Tag Archives: fear

Commonplace Thoughts of a Residual Welshman: Irrational Fears

Snakes and tarantulas and scorpions. These animals are pretty common in Texas where I live. On separate occasions, we have found all three inside our house. But we are still alive. Snakes don’t normally kill you. Sometimes they curl up on your front porch. Sometimes, as happened to us recently with a rattlesnake, they sun themselves on a back porch, but they rarely try to kill you. The rattler went flying across the yard when we used a shovel to throw him off the porch. The rat snake that was on the front porch mentioned above—well that was a big one, and animal control apparently had to come to remove that hideous hisser.

But, even if there is the possibility of danger, one can fear snakes, or scorpions, or even tarantulas quite irrationally. Or anything, for that matter. When I was a lad, I was afraid of tunnels. I was sure, when Elaine would drive through the tunnel on the Pennsylvania Turnpike’s North Eastern Extension, we would become trapped and die. But we did not.

And thus, I would suggest, if we are going to indulge our fears, let us do so exclusively with rational fears. Those would be, for example, when your airplane loses its hydraulic system and starts swerving, and when you land there are fire trucks all over the tarmac. Okay, that one’s real. (And, yes, that actually happened to me.) Or when you find out you have cancer, or … ( you can fill in the blanks from here). And terrorism, too, I think is not an entirely irrational fear, but it is in fact unlikely to happen to you. Indeed, terrorism does strike fear into the hearts of even pretty rational people. So what can we do?

FDR famously said, “We have nothing to fear but fear itself.” I think that quote perhaps sounds a bit cleverer than it in fact is. I think what he probably meant by it is that we must trust our institutions. It’s simply too easy to become cynical and indulge ourselves in conspiracy theories about our institutions. Rather, let’s believe that, even if our institutions, such as the press, sometimes go overboard—they can swing like pendulums between the far left (I won’t mention any particular cable news network or nationally broadcasting companies) or the far right (I won’t mention any PETA inspired names)—but they are trying (or at least some of the honorable journalists who work for any of those networks are trying) to keep America free by working hard to be the credible (at least sometimes) entities of the collective free press. We have to believe, too, in the democratic values that express themselves in wacky ways, like governors who hold extreme positions on the west coast or senators who hold the opposite extreme positions in the southwest. But the institutions, those are there for a reason and, if St. Paul is right—and he was writing under much greater duress than anyone in America ever has—they are at the very least overseen from Above (Romans 13:4).

Is this the case in every country? Certainly not. But it is the case here, so don’t lose heart, especially if you’ve been doubting your institutions, and indulging in fears larger than a tarantula but smaller, presumably, than the snake on the man’s front porch in Morgan’s Point, Texas. It was seven feet long. Okay, I agree; maybe that man’s fear was rational after all.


- Task goal
From the entries below, gather every line containing the string "abstraction".

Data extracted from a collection
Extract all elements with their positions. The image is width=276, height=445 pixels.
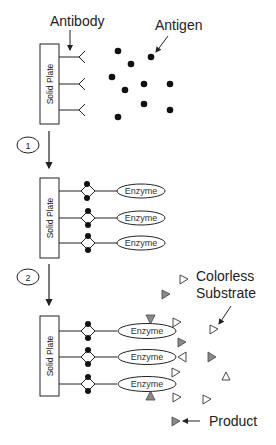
antigen-dots bbox=[109, 48, 174, 121]
step-1: 1 bbox=[17, 131, 49, 168]
elisa-diagram: Antibody Antigen Solid Plate 1 bbox=[0, 0, 276, 445]
step-2: 2 bbox=[17, 264, 49, 305]
product-label: Product bbox=[209, 413, 257, 429]
colorless-substrate-label-line2: Substrate bbox=[196, 285, 256, 301]
substrate-pointer-arrow bbox=[219, 306, 231, 324]
enzyme-label: Enzyme bbox=[131, 326, 164, 336]
stage-2: Solid Plate Enzyme Enzyme Enzyme bbox=[40, 178, 165, 258]
antibody-antigen-enzyme-complex: Enzyme Enzyme Enzyme bbox=[59, 181, 165, 253]
enzyme-label: Enzyme bbox=[125, 213, 158, 223]
antigen-pointer-arrow bbox=[156, 36, 168, 52]
stage-3: Solid Plate Enzyme Enzyme Enzyme bbox=[40, 268, 257, 429]
antibody-label: Antibody bbox=[50, 13, 104, 29]
enzyme-label: Enzyme bbox=[125, 238, 158, 248]
enzyme-label: Enzyme bbox=[125, 186, 158, 196]
antibody-icon bbox=[59, 51, 85, 116]
enzyme-label: Enzyme bbox=[131, 379, 164, 389]
enzyme-label: Enzyme bbox=[131, 352, 164, 362]
stage-1: Antibody Antigen Solid Plate bbox=[40, 13, 202, 124]
step-1-number: 1 bbox=[25, 141, 30, 151]
solid-plate-label: Solid Plate bbox=[45, 63, 55, 104]
solid-plate-label: Solid Plate bbox=[45, 197, 55, 238]
antigen-label: Antigen bbox=[155, 17, 202, 33]
step-2-number: 2 bbox=[25, 273, 30, 283]
solid-plate-label: Solid Plate bbox=[45, 335, 55, 376]
antibody-antigen-enzyme-complex: Enzyme Enzyme Enzyme bbox=[59, 321, 176, 394]
colorless-substrate-label: Colorless bbox=[196, 268, 254, 284]
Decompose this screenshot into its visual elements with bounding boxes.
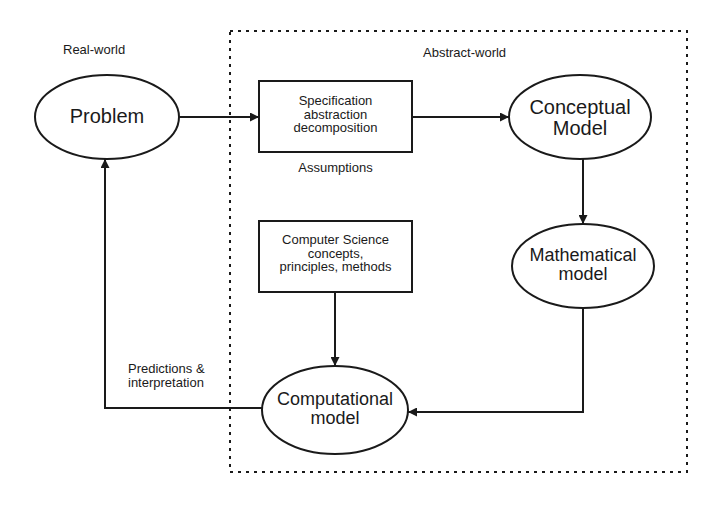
cs-concepts-label: Computer Science concepts, principles, m… — [259, 233, 412, 274]
mathematical-model-label: Mathematical model — [512, 246, 654, 284]
abstract-world-label: Abstract-world — [423, 46, 506, 60]
conceptual-line-2: Model — [509, 118, 651, 139]
predictions-line-2: interpretation — [128, 376, 205, 390]
cs-line-1: Computer Science — [259, 233, 412, 247]
cs-line-3: principles, methods — [259, 260, 412, 274]
edge-math-to-computational — [408, 308, 583, 412]
assumptions-label: Assumptions — [259, 161, 412, 175]
computational-model-label: Computational model — [262, 390, 408, 428]
problem-label: Problem — [35, 106, 179, 127]
mathematical-line-1: Mathematical — [512, 246, 654, 265]
spec-line-2: abstraction — [259, 108, 412, 122]
spec-line-3: decomposition — [259, 121, 412, 135]
spec-line-1: Specification — [259, 94, 412, 108]
specification-label: Specification abstraction decomposition — [259, 94, 412, 135]
computational-line-1: Computational — [262, 390, 408, 409]
conceptual-model-label: Conceptual Model — [509, 97, 651, 139]
conceptual-line-1: Conceptual — [509, 97, 651, 118]
predictions-label: Predictions & interpretation — [128, 362, 205, 389]
cs-line-2: concepts, — [259, 247, 412, 261]
mathematical-line-2: model — [512, 265, 654, 284]
computational-line-2: model — [262, 409, 408, 428]
real-world-label: Real-world — [63, 43, 125, 57]
predictions-line-1: Predictions & — [128, 362, 205, 376]
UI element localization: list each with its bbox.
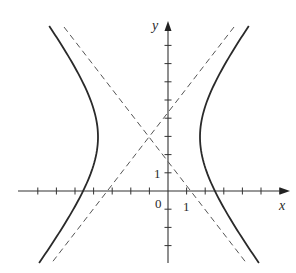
hyperbola: [39, 26, 259, 263]
y-unit-label: 1: [154, 166, 161, 181]
y-axis-arrow-icon: [165, 21, 172, 31]
asymptotes: [52, 27, 247, 263]
hyperbola-left-branch: [39, 26, 98, 263]
y-axis-label: y: [150, 18, 159, 33]
hyperbola-figure: y x 0 1 1: [0, 0, 296, 273]
x-axis-arrow-icon: [280, 188, 290, 195]
x-unit-label: 1: [183, 199, 190, 214]
hyperbola-right-branch: [200, 26, 259, 263]
asymptote-falling: [64, 27, 246, 263]
x-axis-label: x: [278, 198, 286, 213]
asymptote-rising: [52, 27, 234, 263]
axes: [18, 21, 296, 263]
origin-label: 0: [155, 196, 162, 211]
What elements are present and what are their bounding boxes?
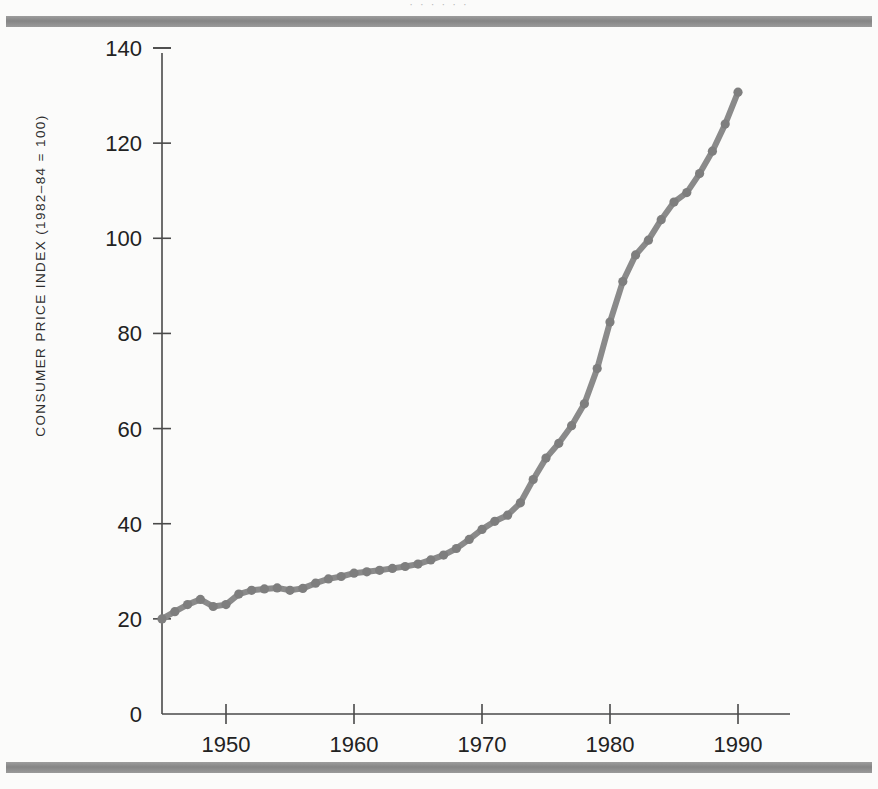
series-data-point	[541, 454, 550, 463]
cpi-line-chart: 02040608010012014019501960197019801990	[0, 28, 878, 758]
series-data-point	[209, 602, 218, 611]
x-tick-label: 1950	[202, 732, 251, 757]
series-data-point	[285, 586, 294, 595]
series-data-point	[452, 544, 461, 553]
y-tick-label: 80	[118, 321, 142, 346]
series-data-point	[337, 572, 346, 581]
series-data-point	[426, 555, 435, 564]
series-data-point	[644, 236, 653, 245]
y-tick-label: 60	[118, 417, 142, 442]
series-data-point	[593, 364, 602, 373]
series-data-point	[682, 188, 691, 197]
series-data-point	[465, 535, 474, 544]
series-data-point	[196, 595, 205, 604]
series-data-point	[580, 399, 589, 408]
x-tick-label: 1990	[714, 732, 763, 757]
x-tick-label: 1960	[330, 732, 379, 757]
y-tick-label: 0	[130, 702, 142, 727]
series-data-point	[733, 88, 742, 97]
chart-page: · · · · · · CONSUMER PRICE INDEX (1982–8…	[0, 0, 878, 789]
y-tick-label: 20	[118, 607, 142, 632]
series-data-point	[529, 475, 538, 484]
series-data-point	[157, 614, 166, 623]
x-tick-label: 1980	[586, 732, 635, 757]
series-data-point	[260, 584, 269, 593]
series-data-point	[401, 562, 410, 571]
series-data-point	[375, 566, 384, 575]
series-data-point	[631, 250, 640, 259]
series-data-point	[388, 564, 397, 573]
series-data-point	[170, 607, 179, 616]
y-tick-label: 40	[118, 512, 142, 537]
x-tick-label: 1970	[458, 732, 507, 757]
series-data-point	[439, 551, 448, 560]
series-data-point	[721, 120, 730, 129]
series-data-point	[554, 439, 563, 448]
y-tick-label: 100	[105, 226, 142, 251]
series-data-point	[273, 583, 282, 592]
series-data-point	[618, 277, 627, 286]
series-data-point	[247, 586, 256, 595]
series-data-point	[669, 198, 678, 207]
series-data-point	[311, 579, 320, 588]
y-tick-label: 140	[105, 36, 142, 61]
series-data-point	[477, 525, 486, 534]
series-data-point	[324, 574, 333, 583]
bottom-rule	[6, 762, 872, 773]
series-data-point	[567, 421, 576, 430]
plot-area: CONSUMER PRICE INDEX (1982–84 = 100) 020…	[0, 28, 878, 758]
series-data-point	[362, 567, 371, 576]
series-data-point	[413, 560, 422, 569]
series-data-point	[695, 169, 704, 178]
series-data-point	[657, 215, 666, 224]
series-data-point	[298, 584, 307, 593]
series-line	[162, 92, 738, 619]
series-data-point	[221, 600, 230, 609]
series-data-point	[183, 600, 192, 609]
series-data-point	[234, 590, 243, 599]
series-data-point	[349, 569, 358, 578]
top-bleed-text: · · · · · ·	[0, 0, 878, 13]
series-data-point	[490, 517, 499, 526]
top-rule	[6, 16, 872, 27]
y-tick-label: 120	[105, 131, 142, 156]
series-data-point	[605, 317, 614, 326]
series-data-point	[503, 511, 512, 520]
series-data-point	[516, 498, 525, 507]
series-data-point	[708, 147, 717, 156]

- The answer
spec-line-2: abstraction — [259, 108, 412, 122]
specification-label: Specification abstraction decomposition — [259, 94, 412, 135]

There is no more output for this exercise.